Gambling’s for losers.
Not the sort of gambling you do with a few friends, a couple of bottles of whisky and a deck of cards, that’s good gambling. Of course it is. But loser-gambling. That shit’s for losers.
The kind of gambling that involves dressing in a velveteen track suit and hauling your enormous arse onto a tiny stool to pump your hopes and dreams into a machine that may as well just be cackling at you, whilst dispensing actual turds into your grateful cup. The kind of gambling that means it’s impossible to buy a paper on a Saturday because of all the broken lives queueing in the newsagents, hoping for a win this week to wash away all of their bad decisions, all of the things that haven’t turned out the way they want them to, all of the failed relationships. That’s loser-gambling.
When the odds are 14-million to one against you winning? That’s loser-gambling.
It’s the kind of gambling you keep doing because you’re not losing a little. You’re almost-winning a lot. It’s the reason you get money for getting five numbers right instead of six, that the slots line up so tantalisingly close to three cherries. You didn’t just lose, you almost won. You were so close. You almost won. You’re not losing, you’re almost winning! You should try again…
And back they go, time after time: never learning anything, never stopping to think about how much time and money they are investing in something that has not happened, and that probably never will. Losers.
I don’t play the Lottery. That’s why I felt so smug when I won.
It wasn’t a huge amount, and it was to be paid in kind – I was awarded £55 for script reading services from ScreenSouth – but it was enough. I’d got some Lottery money (or its notional equivalent) without even buying a ticket. Technically, I’m a good cause. And a winner.
If I’m honest, I’ve had a few setbacks in the last year. I haven’t blogged about them because the relentlessly upbeat nature of writing blogs tends to single out anyone not gladly taking the punches and bouncing back up again as a freak, loser, and weirdo who doesn’t understand how lucky they are.
Writers’ blogs are, at least in part, an advert for how easy and fun they are to work with. They are filled with tales of the latest commission, how grinding down and doing the work and ignoring the bad stuff will get you through. It’s inspiring and helpful and good advice. However, it doesn’t make it the easiest forum to admit your failures in.
Since last May, a number of projects I have been commissioned to write has been pulled before they were finished. These range from web series to corporate writing to even some promotional work that involved dressing as a gangster in various Travelodges around the country. Month after month, project after project has fallen through at the last minute, or when work was well underway.
Add to this the pitches I didn’t get, the ideas I got asked to submit that just weren’t what people were looking for, the auditions I didn’t do too well in…
When some regular writing I was doing was abruptly cancelled at the end of June, I really felt as if it were probably time to give up. I’ve got two young children, who absurdly insist on having food every single day. I wondered about how selfish I was being in pursuing a career that was so unpredictable, and so dependent on the whims of others. I wondered how often and how massively I would have to fail before I took the hint.
I sullenly pondered jobs sites online, and railed against a world where getting a few things on telly doesn’t automatically make you ‘a writer’. Or, at least, doesn’t keep you there for very long. I spent a couple of days just gnawing at the bits of my face I could reach with my bottom teeth and snarling at people who came near.
And then I won the Lottery. At least, it felt like a win.
Over the next couple of weeks, buoyed by the knowledge that someone, somewhere still thought my stuff was good enough to, at least, read, I took a deep breath and got on with what had to be done. I hustled.
I phoned production companies, sent shameless emails, pressed scripts upon people, and generally made a nuisance of myself. And it worked. And no matter how maudlin I was, how self-pitying I was, and how close to despair, all it took was a few good meetings to make it feel like the most wonderful job in the world again.
I got a couple of new commissions, was cast in some new things, had some good reviews and coverage and did a terrible corporate gig. Things were looking up. That little win was all it took to get me going again.
And that’s when I had a revelation. All of that time when things were falling through: I wasn’t failing, I was almost succeeding!
Not like those stupid loser-gamblers.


Please state how many lines of the data contain "INSTANTANE". The number by itself is enough.

[TASK INPUTS — start]

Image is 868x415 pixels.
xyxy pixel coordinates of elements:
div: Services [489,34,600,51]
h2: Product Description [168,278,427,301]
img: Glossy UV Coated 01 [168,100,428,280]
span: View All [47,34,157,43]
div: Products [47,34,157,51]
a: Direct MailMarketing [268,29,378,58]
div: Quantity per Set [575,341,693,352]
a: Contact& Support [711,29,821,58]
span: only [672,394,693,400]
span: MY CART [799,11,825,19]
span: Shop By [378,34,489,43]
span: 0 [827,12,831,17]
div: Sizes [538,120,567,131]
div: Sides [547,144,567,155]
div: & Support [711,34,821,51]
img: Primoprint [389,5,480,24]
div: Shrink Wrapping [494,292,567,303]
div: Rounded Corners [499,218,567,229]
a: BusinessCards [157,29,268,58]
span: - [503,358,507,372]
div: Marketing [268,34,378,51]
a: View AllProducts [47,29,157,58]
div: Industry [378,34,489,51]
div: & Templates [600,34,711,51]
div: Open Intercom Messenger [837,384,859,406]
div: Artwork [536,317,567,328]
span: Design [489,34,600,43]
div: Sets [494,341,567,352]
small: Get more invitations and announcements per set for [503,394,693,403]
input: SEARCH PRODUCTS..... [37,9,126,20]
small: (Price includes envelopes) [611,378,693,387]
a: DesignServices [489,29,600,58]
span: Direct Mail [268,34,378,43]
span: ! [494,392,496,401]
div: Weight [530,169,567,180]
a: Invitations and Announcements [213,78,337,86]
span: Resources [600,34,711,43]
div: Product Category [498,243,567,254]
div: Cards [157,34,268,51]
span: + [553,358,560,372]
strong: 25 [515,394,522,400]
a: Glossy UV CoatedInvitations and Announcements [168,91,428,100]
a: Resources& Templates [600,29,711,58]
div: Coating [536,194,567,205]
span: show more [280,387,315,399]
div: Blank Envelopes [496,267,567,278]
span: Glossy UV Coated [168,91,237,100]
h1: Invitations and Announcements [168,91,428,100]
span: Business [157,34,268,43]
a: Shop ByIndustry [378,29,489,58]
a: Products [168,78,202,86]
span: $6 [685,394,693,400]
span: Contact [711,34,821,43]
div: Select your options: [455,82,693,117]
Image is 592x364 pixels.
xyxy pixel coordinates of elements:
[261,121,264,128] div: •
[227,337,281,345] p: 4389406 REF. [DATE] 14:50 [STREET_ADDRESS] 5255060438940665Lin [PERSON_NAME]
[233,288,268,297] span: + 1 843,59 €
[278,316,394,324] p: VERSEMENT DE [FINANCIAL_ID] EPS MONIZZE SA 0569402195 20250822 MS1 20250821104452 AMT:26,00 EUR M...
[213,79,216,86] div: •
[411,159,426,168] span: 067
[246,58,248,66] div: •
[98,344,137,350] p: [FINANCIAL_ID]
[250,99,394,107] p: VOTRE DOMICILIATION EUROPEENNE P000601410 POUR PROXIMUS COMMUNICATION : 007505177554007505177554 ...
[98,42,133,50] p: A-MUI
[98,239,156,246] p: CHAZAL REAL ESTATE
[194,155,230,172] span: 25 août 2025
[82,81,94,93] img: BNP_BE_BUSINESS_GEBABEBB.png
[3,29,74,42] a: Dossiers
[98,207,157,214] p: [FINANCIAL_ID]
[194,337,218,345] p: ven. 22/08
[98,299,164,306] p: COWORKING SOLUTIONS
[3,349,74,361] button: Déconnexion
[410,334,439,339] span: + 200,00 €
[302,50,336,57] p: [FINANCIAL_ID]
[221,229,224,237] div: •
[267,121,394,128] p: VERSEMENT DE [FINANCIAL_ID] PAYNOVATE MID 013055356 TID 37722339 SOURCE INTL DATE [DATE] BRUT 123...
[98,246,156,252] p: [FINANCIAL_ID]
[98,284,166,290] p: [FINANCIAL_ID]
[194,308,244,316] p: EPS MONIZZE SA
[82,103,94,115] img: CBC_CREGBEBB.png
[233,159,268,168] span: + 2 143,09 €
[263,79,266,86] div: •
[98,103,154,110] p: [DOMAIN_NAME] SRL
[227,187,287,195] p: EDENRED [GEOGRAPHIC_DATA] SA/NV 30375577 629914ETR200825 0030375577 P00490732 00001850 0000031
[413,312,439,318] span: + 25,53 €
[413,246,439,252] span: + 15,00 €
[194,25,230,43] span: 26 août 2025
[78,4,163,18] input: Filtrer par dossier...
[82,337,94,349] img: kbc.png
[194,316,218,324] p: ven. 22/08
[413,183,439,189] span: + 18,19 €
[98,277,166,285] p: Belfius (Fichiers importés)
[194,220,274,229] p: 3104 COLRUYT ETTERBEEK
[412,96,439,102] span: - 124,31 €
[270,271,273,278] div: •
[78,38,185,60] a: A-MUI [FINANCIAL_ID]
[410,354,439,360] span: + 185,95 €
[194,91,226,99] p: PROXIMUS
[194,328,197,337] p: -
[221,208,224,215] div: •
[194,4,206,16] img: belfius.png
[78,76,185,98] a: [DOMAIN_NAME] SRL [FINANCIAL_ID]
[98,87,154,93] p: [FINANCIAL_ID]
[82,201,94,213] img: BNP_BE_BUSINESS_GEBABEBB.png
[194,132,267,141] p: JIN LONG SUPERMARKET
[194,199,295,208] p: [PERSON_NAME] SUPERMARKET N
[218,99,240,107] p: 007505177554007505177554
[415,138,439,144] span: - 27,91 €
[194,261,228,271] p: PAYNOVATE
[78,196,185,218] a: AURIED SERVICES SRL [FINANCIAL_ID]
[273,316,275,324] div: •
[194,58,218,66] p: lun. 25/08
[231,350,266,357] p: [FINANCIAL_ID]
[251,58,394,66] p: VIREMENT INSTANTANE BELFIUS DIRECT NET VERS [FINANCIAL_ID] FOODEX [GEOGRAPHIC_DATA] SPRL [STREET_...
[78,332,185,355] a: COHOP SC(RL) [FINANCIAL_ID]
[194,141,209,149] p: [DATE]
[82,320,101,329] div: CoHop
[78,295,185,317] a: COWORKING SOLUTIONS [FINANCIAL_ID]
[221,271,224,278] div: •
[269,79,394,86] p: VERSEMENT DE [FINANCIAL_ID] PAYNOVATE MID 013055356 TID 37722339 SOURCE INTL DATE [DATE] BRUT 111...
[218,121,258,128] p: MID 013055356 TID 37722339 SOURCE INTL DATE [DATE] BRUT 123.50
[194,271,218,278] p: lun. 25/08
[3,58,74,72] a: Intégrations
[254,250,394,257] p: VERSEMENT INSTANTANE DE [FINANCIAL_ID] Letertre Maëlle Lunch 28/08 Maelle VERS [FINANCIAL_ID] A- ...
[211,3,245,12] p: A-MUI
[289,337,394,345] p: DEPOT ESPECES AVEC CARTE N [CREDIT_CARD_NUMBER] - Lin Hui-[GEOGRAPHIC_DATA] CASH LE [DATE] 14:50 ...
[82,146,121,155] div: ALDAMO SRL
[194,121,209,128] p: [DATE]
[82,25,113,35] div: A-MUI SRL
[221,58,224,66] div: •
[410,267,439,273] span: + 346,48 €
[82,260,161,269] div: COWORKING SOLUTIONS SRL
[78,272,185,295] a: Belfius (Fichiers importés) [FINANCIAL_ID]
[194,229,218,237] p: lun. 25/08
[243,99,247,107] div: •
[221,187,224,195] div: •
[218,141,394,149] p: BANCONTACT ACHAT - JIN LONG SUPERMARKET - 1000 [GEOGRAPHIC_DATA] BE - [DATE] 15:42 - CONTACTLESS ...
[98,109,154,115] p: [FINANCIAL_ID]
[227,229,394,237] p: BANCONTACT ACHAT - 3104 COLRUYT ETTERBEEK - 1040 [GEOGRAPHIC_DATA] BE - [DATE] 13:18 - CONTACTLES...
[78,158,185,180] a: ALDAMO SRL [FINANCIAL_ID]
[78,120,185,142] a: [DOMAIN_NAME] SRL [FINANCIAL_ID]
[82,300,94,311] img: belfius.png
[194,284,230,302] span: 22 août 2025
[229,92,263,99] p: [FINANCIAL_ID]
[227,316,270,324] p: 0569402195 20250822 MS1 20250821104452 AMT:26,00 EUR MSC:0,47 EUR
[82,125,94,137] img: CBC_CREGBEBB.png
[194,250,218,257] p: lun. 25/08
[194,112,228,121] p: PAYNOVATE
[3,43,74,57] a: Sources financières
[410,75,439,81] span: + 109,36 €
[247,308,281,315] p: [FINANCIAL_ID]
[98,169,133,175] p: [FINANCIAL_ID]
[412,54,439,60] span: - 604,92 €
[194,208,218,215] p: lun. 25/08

[TASK INPUTS — finish]

- **RESULT**
2